Ballot’s interpretation is perhaps best explained by his early tutelage under Sergiù Celibidache, whose approach, as encapsulated by his son Serge Ioan Celibidache, was "the more notes … the more time needed for them to develop and to be 'digested' acoustically. Thus, the richer the music, the slower the tempo." If indeed Ballot is channelling Celibidache, the New York Times’ John Rockwell had this to say on the latter’s Bruckner: “at these tempos the music loses its structural coherence and its inner life. Mystical revelation is all well and good; it is the stuff of which these symphonies are made. But a certain order and momentum are also needed, a foil for expressivity and a sense that the music is sweeping toward a climax or an epiphany.”

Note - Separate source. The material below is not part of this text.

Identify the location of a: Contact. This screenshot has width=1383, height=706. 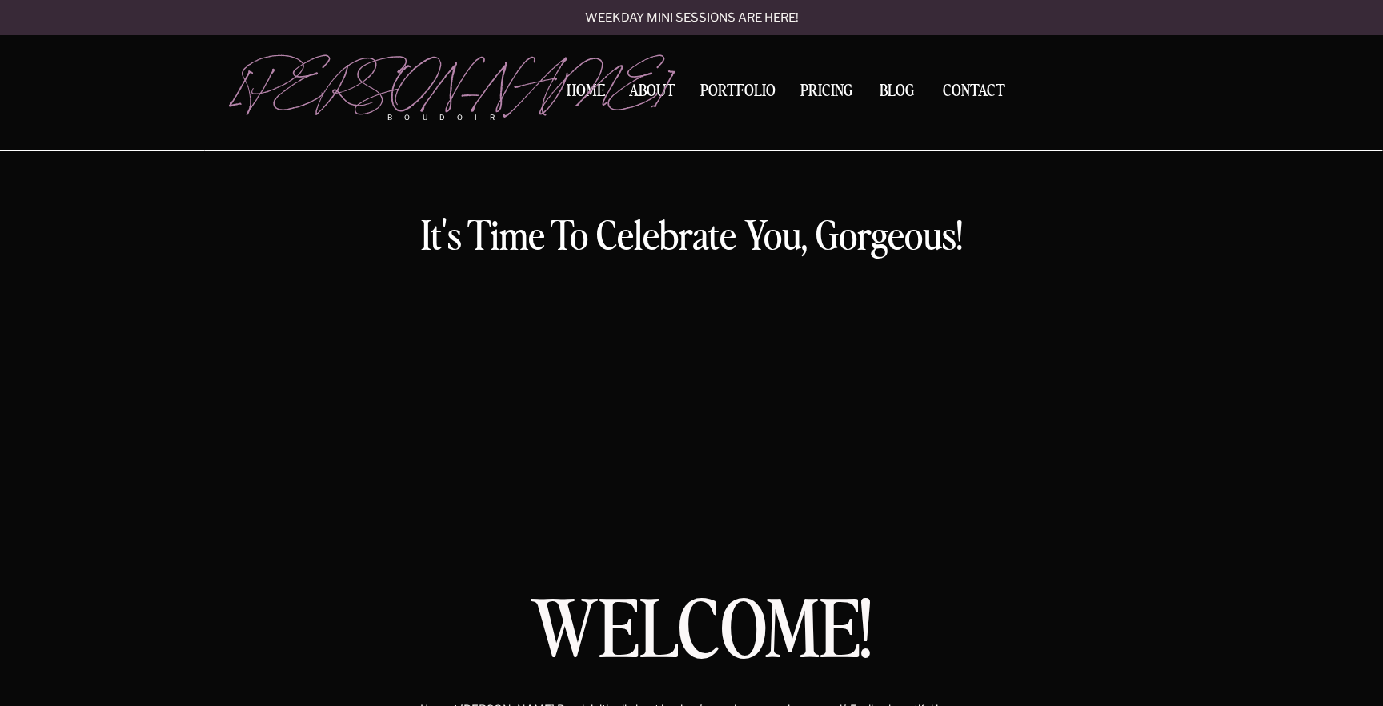
(974, 91).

Majestic as it is, I do find Ballot’s approach perversely slow, verging on self-indulgence. Fellow MusicWeb International reviewer Ralph Moore has also commented on this performance here, and on Ballot’s previous recordings of Bruckner’s Third and Eighth Symphonies. In his and other opinions I’ve encountered, the length of Ballot’s interpretation for each symphony has been central to its consideration. I’m inclined to be less tolerant on this aspect, noting that other interpreters have played the “long game” with greater success. Of those, Carlo Maria Giulini stands out; his VPO Ninth has a pulse, purpose and trajectory that emphatically tell the listener where the music is going. Even so, he’s still 8 minutes shy of Ballot.

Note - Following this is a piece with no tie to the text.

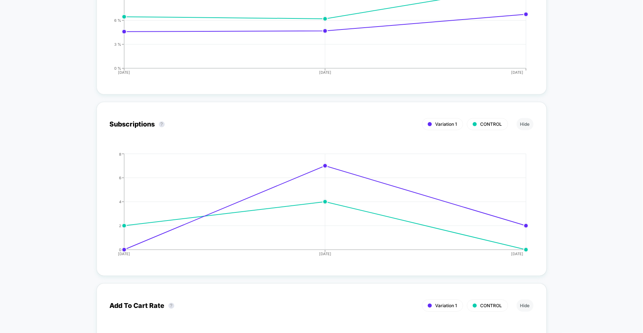  I want to click on tspan: 0, so click(120, 249).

There’s a kind of perpetual stasis that strikes me about Ballot’s performance. The moments of grandeur come and go, but more as episodic effects without context. The Stiftsbasilika acoustic helps him out by joining the episodes together and providing some sense of momentum. Perchance that is Ballot’s grand design. Enlightenment is not aided by the florid and confusing booklet notes, a product I guess of literal translation from the original German. Ballot himself makes a contribution which I find laden with metaphysics and supposition about Bruckner and his work. As one who would prefer the music to say it all, I’m reminded of an interview I once read between a Wagner-loving critic and a famous conductor who had just completed the Ring, where every probing question about inner meaning was greeted with the same response: “I just conduct the notes in front of me”. Good advice all round, perhaps.

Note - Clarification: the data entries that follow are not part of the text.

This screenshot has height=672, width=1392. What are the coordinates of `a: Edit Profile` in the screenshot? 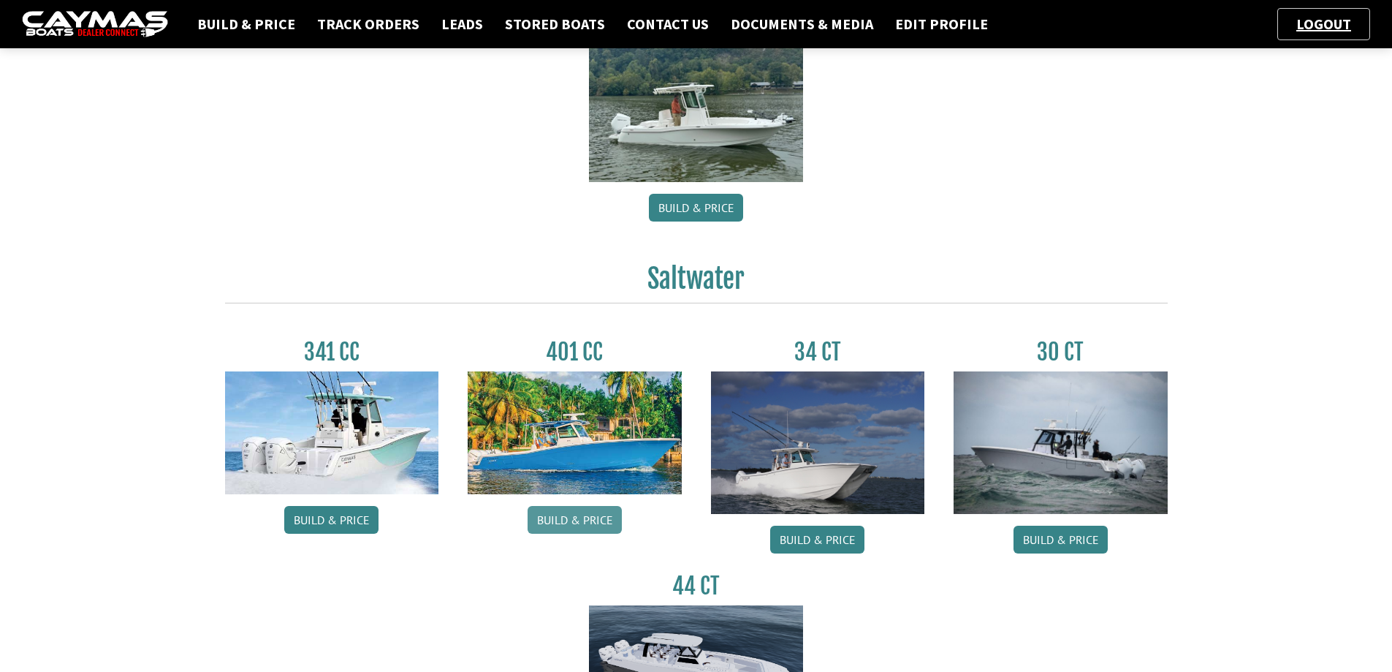 It's located at (941, 24).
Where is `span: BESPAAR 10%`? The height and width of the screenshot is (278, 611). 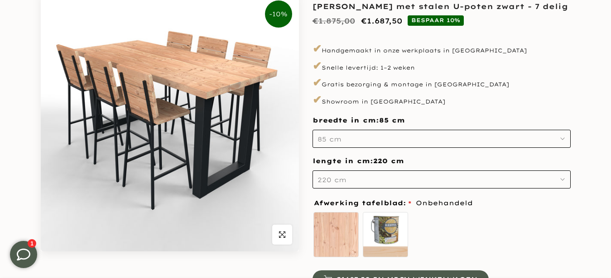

I listened to this recording in surround sound, and compared it with the above-mentioned EuroArts DVD. I eventually decided preference should rest on individual taste. The Gramola sound is very rich, some might say resplendent; the Stiftsbasilika acoustic is omnipresent, almost to the point of dominance. I felt like an observer in the building, but not quite sure where. The EuroArts sound is a much more direct presentation of the orchestra, with the ample reverberation still in evidence, but more as a backdrop. I felt more involved and part of the audience. With the Gramola sound, once the novelty and “wow” factors had worn off, I just wanted to shed the acoustic blanket and get back in touch with the music. That, however, might have disrobed the Emperor.

Concerning the bonus disc of the two-piano arrangement of Bruckner’s Ninth, I have nothing to add to Ralph Moore’s appraisal of its excellence. I would remark, however, that my additional review of these discs was predicated on a surround-sound evaluation. I find it curious therefore that the performance here is from the Brucknertage 2006, as a conventional CD, when the recording engineer for the Ballot performance, John Proffitt, also recorded the two-piano arrangement at the Brucknertage 2015 in 4.0 surround sound, and that recording has been released by High Definition Tape Transfers (review). Such are the weird and wonderful ways of the music industry.

For all that I appear to be negative about Rémy Ballot’s Bruckner Ninth, it is a response perhaps to the extremes of both the performance and the recorded sound. To me it is not a first choice, or an only choice, but it does provide a view of the work that should be heard. Together with the fine playing of the Altomonte Orchester St. Florian and the grandness of its setting, it may fulfill many a vision of Bruckner heaven.